1893 Carlisle Indians football
ConferenceIndependent
Record2–1
Head coach
Home stadiumIndian Field
1893 Eastern college football independents records
ConfOverall
TeamW L TW L T
Princeton    11 0 0
Fordham    4 0 0
Harvard    12 1 0
Yale    10 1 0
Colgate    3 0 2
Penn    12 3 0
Penn State    4 1 0
Wesleyan    4 1 0
Swarthmore    6 2 1
Holy Ghost    5 2 0
Lehigh    7 3 0
Brown    6 3 0
Carlisle    2 1 0
Delaware    2 1 0
Frankin & Marshall    4 2 1
Navy    5 3 0
Washington & Jefferson    5 3 0
Drexel    3 2 0
Bucknell    4 3 0
Amherst    7 6 1
Boston College    3 3 0
Geneva    2 2 1
Army    4 5 0
Williams    2 3 1
Tufts    4 7 0
Cornell    3 6 1
Worcester Tech    2 4 1
Boston University    1 2 0
Lafayette    3 6 0
Syracuse    4 9 1
Western Penn    1 4 0
MIT    1 5 0
Massachusetts    1 9 0
New Hampshire    0 1 0
Rutgers    0 4 0
Maine    0 5 0

The 1893 Carlisle Indians football team represented the Carlisle Indian Industrial School as an independent during the 1893 college football season. The sport was reinstituted after a long absence. The Indians were coached by W. G. Thompson in the school's first year of organized intercollegiate football recognized by the NCAA.[1] The Indians were consistently outsized by the teams they scheduled, and they in turn relied on speed and guile to remain competitive. The team compiled a record of 21; outscored opponents 60 to 16. Richard Henry Pratt laid out the fundamental rule of Carlisle football; "Promise me that you'll never slug."[2]

Schedule

DateOpponentSiteResult
October 11vs. Dickinson School of LawCarlisle, PAL 0–16
November 11Harrisburg High School
  • Indian Field
  • Carlisle, PA
W 10–0
November 30Education Home
  • Indian Field
  • Carlisle, PA
W 5–0

[3]

References

  1. Official 2007 NCAA Division I Records Book, National Collegiate Athletic Association, p. 399, 2007.
  2. Lars Anderson (August 12, 2008). Carlisle vs. Army. p. 286. ISBN 9781588366986.
  3. Coaching Records Game By Game Archived 2015-04-07 at the Wayback Machine, College Football Data Warehouse, retrieved July 16, 2010.


This article is issued from Wikipedia. The text is licensed under Creative Commons - Attribution - Sharealike. Additional terms may apply for the media files.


* **Work request**:
What is the number of lines in the data below that contain "staff"? Reply with the number only.

* **Record extracts**:
******

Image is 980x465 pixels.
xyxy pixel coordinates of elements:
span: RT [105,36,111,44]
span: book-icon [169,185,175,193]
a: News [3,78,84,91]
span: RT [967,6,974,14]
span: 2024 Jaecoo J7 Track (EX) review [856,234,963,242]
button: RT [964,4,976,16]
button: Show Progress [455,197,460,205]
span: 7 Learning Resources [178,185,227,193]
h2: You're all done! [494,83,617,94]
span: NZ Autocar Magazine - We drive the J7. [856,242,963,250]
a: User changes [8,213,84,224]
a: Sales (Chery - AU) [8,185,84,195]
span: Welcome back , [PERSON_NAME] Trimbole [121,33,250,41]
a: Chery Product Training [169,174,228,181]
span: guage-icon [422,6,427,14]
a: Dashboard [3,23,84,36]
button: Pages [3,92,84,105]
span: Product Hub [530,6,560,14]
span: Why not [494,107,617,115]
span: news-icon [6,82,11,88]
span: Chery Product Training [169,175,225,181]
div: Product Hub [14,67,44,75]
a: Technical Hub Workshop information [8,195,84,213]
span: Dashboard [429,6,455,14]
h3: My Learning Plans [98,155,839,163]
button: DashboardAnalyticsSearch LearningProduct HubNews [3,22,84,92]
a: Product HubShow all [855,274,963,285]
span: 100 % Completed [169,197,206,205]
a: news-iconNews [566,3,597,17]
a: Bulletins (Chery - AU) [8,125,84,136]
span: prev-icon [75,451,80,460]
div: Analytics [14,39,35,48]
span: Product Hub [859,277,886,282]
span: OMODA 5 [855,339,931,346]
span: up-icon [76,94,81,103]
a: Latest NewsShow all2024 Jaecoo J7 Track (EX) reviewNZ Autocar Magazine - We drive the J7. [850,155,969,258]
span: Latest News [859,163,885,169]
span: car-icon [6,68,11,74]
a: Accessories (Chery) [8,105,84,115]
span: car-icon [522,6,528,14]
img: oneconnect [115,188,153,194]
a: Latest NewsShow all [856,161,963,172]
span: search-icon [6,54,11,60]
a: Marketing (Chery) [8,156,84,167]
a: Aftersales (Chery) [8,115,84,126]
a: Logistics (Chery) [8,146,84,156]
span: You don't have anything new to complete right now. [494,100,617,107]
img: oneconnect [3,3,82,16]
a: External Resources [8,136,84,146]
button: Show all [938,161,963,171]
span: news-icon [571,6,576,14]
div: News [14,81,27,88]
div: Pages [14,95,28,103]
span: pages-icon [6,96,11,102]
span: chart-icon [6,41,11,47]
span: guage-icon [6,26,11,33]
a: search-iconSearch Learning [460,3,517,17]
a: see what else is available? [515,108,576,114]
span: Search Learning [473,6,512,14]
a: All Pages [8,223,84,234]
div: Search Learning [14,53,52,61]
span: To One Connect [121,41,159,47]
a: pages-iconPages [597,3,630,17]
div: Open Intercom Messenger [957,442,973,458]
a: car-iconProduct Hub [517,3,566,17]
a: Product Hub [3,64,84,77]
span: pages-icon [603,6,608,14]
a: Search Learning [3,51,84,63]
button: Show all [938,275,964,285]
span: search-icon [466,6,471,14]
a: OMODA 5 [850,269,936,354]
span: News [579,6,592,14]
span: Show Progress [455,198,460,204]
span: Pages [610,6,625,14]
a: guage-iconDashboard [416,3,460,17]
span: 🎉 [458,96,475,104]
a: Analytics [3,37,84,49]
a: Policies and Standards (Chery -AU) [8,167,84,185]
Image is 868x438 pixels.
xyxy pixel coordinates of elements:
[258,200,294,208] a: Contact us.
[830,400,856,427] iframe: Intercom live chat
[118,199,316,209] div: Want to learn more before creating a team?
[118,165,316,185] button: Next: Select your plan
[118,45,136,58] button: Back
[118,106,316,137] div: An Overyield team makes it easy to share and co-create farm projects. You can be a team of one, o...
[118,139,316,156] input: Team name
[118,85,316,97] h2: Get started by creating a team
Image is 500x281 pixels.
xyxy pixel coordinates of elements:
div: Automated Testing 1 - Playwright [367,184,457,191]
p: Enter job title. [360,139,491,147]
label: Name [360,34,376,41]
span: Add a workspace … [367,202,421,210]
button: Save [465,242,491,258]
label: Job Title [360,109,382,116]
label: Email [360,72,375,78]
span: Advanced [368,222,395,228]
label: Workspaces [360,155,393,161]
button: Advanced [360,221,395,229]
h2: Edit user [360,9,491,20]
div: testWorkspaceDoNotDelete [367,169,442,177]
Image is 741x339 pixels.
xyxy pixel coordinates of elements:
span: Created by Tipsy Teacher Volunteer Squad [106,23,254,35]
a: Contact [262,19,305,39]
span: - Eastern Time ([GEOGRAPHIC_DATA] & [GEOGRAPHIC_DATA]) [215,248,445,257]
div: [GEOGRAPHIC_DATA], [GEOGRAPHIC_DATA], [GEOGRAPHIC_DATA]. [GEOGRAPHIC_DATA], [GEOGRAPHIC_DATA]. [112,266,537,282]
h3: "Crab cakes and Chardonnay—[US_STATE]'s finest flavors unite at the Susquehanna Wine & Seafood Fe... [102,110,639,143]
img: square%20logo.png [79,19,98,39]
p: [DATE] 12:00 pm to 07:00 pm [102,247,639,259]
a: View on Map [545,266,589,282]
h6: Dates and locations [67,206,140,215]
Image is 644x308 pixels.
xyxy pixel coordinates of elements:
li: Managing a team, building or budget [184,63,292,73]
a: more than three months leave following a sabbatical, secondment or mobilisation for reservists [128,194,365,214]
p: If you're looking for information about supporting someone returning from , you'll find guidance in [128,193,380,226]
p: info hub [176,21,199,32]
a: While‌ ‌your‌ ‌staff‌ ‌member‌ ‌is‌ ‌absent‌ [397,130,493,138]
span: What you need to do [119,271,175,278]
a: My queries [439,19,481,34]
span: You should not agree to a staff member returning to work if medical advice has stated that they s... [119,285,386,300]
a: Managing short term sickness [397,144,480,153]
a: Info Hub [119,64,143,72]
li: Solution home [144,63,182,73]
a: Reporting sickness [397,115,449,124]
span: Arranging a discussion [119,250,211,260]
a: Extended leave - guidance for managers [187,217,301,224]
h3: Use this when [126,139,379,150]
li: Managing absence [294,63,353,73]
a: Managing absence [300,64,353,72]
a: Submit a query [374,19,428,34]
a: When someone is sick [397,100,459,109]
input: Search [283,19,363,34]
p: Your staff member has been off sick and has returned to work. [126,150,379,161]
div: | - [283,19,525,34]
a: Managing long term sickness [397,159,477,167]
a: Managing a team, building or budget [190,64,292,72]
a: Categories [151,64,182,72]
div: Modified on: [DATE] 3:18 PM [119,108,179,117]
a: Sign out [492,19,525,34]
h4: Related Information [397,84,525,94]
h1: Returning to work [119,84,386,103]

******

* **Task response**:
3